Unbeknownst to Leibniz, Isaac Newton had already devised a version of Calculus a few years before Leibniz published his work, although Newton hadn’t published his own work. This led to a dispute as to which of them had actually discovered Calculus, with even accusations of plagiarism being made. Although Newton definitely made the discovery first, his Calculus was difficult to understand, used strange notation and had no real philosophical point. The Calculus of Leibniz, however, had been derived specifically for his philosophical purposes, made far greater sense and used notation which has become the standard for mathematicians ever since.
Unfortunately, even for humanity’s greatest genius, the task of fully mathematicising his philosophy required far more advanced mathematics than even he was able to discover in his lifetime. Perhaps this is why his brilliant philosophy was all but ignored and forgotten by most, whereas Newton became studied the world over. Nonetheless, in 1714, Leibniz published his ‘Monadology’, an amazingly concise outline of his philosophy, although expressed in purely metaphysical terms rather than mathematical.
Perhaps still wary of the scrutiny of the church, or perhaps in an attempt to give his philosophy more relevance to the people of the time (for Leibniz was massively ahead of his time), Leibniz included elements in the Monadology which allow for various concepts which were acceptable to christianity, such as there being a supreme Monad superior to all others (i.e. god). Leibniz had introduced the principle of sufficient reason (PSR) early on in the text (“no fact can ever be true or existent, no statement correct, unless there is a sufficient reason why things are as they are and not otherwise”). If one carefully analyses the Monadology, one will find various points where Leibniz’s reasoning seems to ‘jump’ arriving at conclusions without giving sufficient reasons for them. Can humanity’s greatest genius really have made such errors? Or is there a hidden mystery to the Monadology? Perhaps Leibniz had in fact created a work which, on the surface, appeared to offer a metaphysical philosophy acceptable to christianity, but which, underneath the surface, was in fact a kind of logical puzzle, one which a true rationalist might solve in order to discover the real truth of reality. Be invoking the PSR at all times, one may be able to identify all of Leibniz’s ‘mistakes’ and then begin to ‘correct’ them, thereby bypassing the christian elements and arriving at the real truth of existence.
In 1716, two years after the publication of the Monadology, Leibniz died. His funeral was attended by his personal secretary and a few townsfolk who had known him and his grave went unmarked for 50 years.
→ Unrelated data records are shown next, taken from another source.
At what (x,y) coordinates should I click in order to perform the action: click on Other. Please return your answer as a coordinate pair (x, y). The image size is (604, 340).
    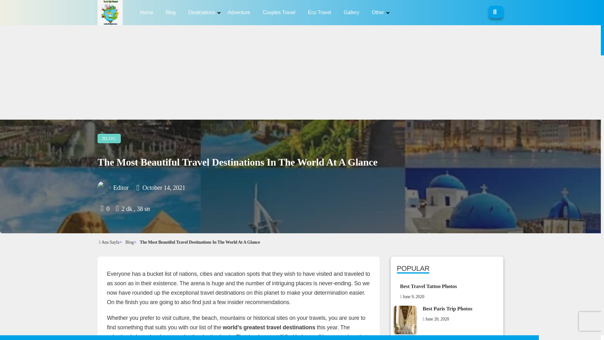
    Looking at the image, I should click on (378, 12).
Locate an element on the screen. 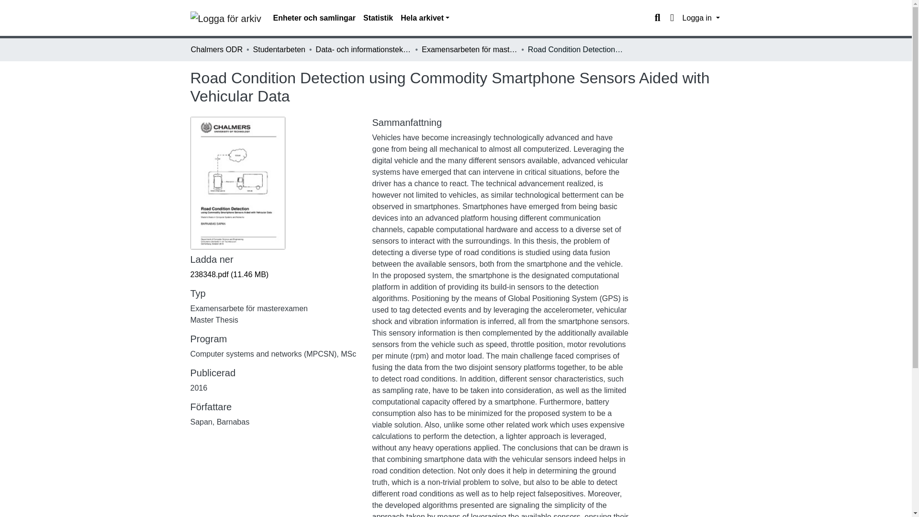  Hela arkivet is located at coordinates (425, 18).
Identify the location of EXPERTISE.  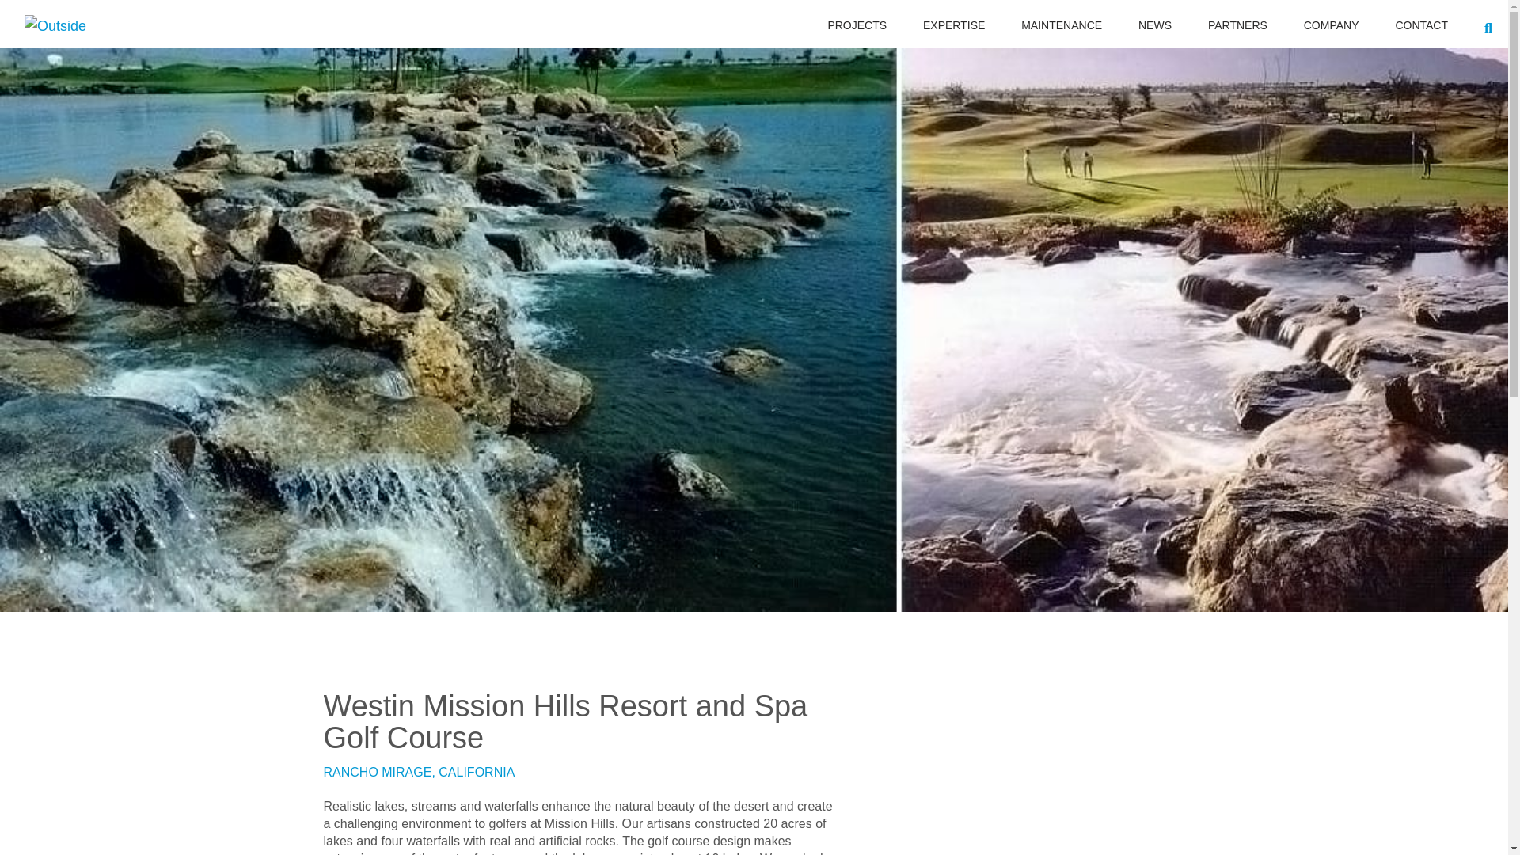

When Newton died in 1727, his body lay in state before being buried in Westminster Abbey and his funeral was attended by noblemen from across Europe, most of the fellows of the Royal Society and dozens of other mourners. A large monument was built near his grave which is still visited by tourists from all over the world today, while Leibniz goes all but forgotten.
Such was the fate of humanity’s greatest genius. Yet Hyperianism will see justice done, and Leibniz returned to his rightful place at the very pinnacle of human brilliance during the dark times of ignorance and faith. Leibniz wrote, “I have so many ideas that may perhaps be of some use in time if others more penetrating than I go deeply into them someday and join the beauty of their minds to the labour of mine.” As Hyperians, it is our duty to aspire to this great task.